Not that this succeeded in changing India’s vote at the final ballot. India still admiringly voted aginst the standard.

However, India’s appeal was against the way in which the final decision was taken - instead of the established method of technical discussions in solving issues with the standard, only a few issues were resolved while the rest were just put to vote. A vote which went like this - 6 for, 4 against, 22 abstained/no-position. Out of the 6 voting for the standard, only 4 had participation status, while two had observation status. All the 4 voting against the standards were participating countries.(These numbers are from Prof. Phatak’s post. I find the break-up of the ‘for’ votes contradictory to the numbers stated by ISO about the final result. ISO mentions all the positive votes to have P status).

Brazil

Peter who was part of the brazilian delegation reports what happened in the ballot and why brazil is appealing against the vote:

When Brazil decided to vote NO on OpenXML, the kindergarten argument of “lack of time to read everything” wasn’t used. We’ve made an tremendous effort to review the specification and we vote with a complete technical knowledge of the facts. …

According to him, the ballot process went like this. On Sunday evening(before the meeting), all delegations were told that they have to reach some decision by Wednesday to resolve all the outstanding issues against the standard.

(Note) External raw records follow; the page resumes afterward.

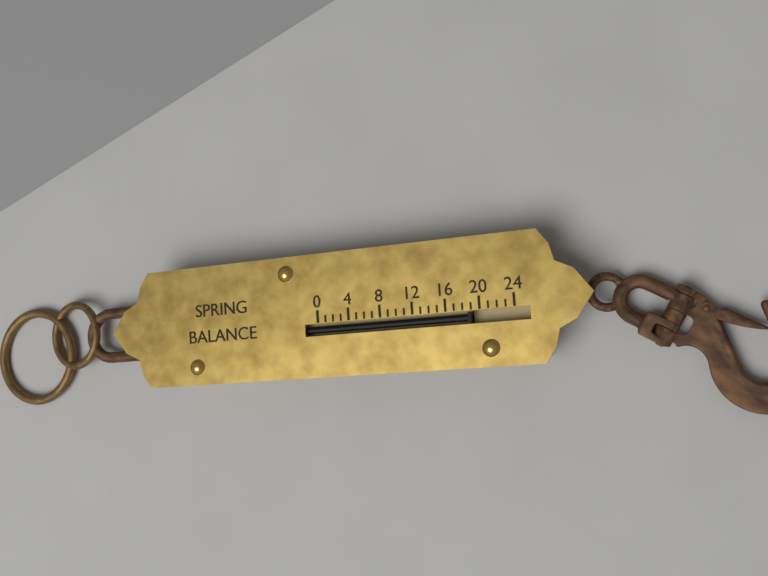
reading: 19 (no unit)
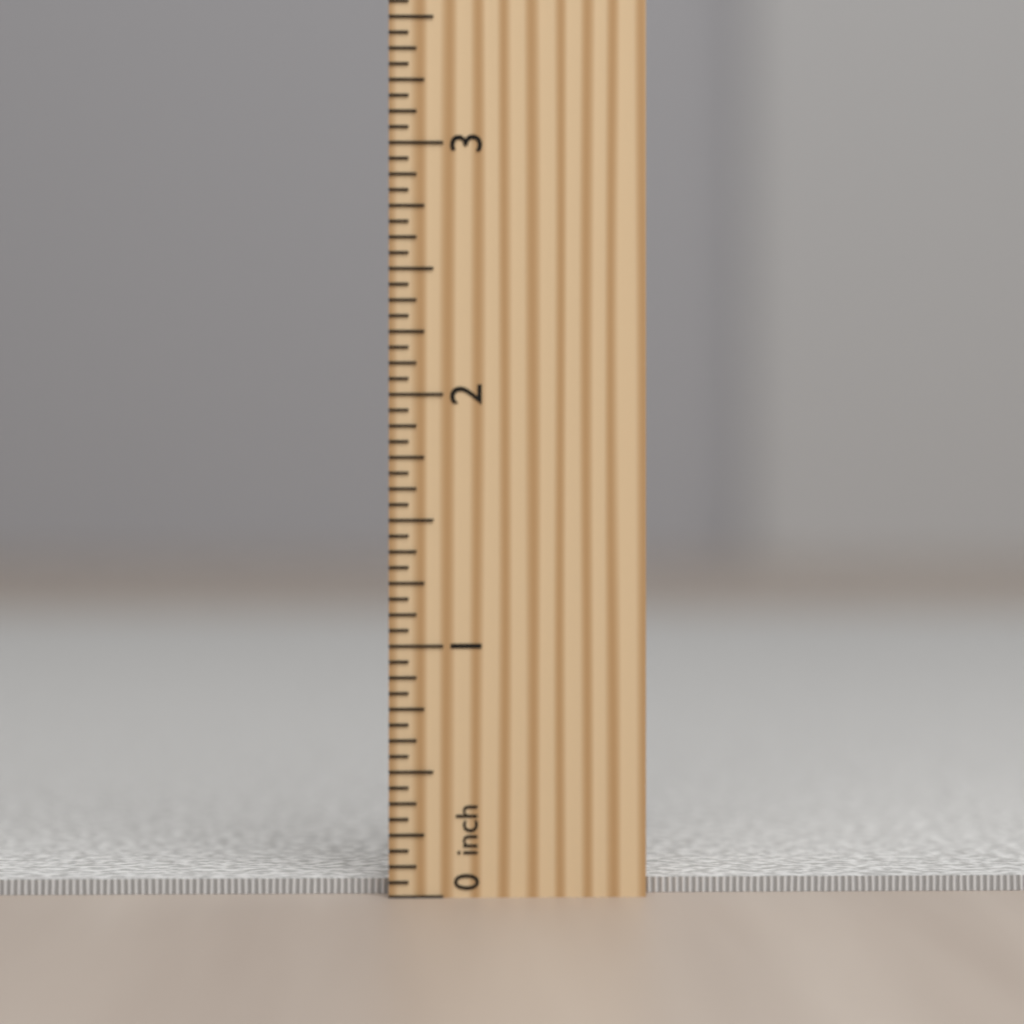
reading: 0.0625 inch
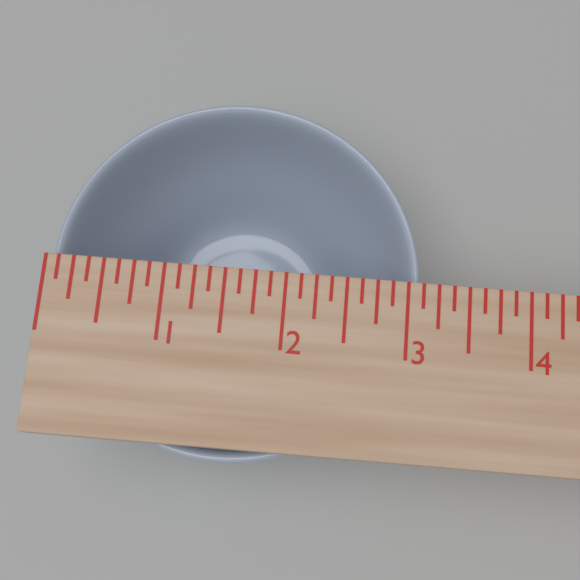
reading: 3.125 in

By Wednesday, only 18% of the 1027 issues could be covered (also in these 18% many were simply asked to be taken offline because they weren’t enough time).

On Wednesday, the delegations were told that the rest 80+% of the issues will not be discussed and simply put to vote. The final vote resulted in the approval.

He writes about the people who didn’t vote (NB = National Body).

At that moment, there was a very interesting protest of a delegation which said that they didn’t went Switzerland to vote, which could be done from home (they were there to discuss) and the answer: “Patience…”.

Another NB protested saying that they only received the document containing the answers to their own questions and didn’t even had the opportunity to read and discuss the whole responses document (1027 responses on a 2500+ document). For this reason the option “We do not wish to record any position” was created on the ballot. That highlighted problem also happened on other NBs and there are NBs that simply voted on proposals that they never even read! (This is really cool, right?).

This joke of a standards process (in which only 6 of the 33 members actually had a positive position on the standard) is what India, Brazil and the other countries are complaining about.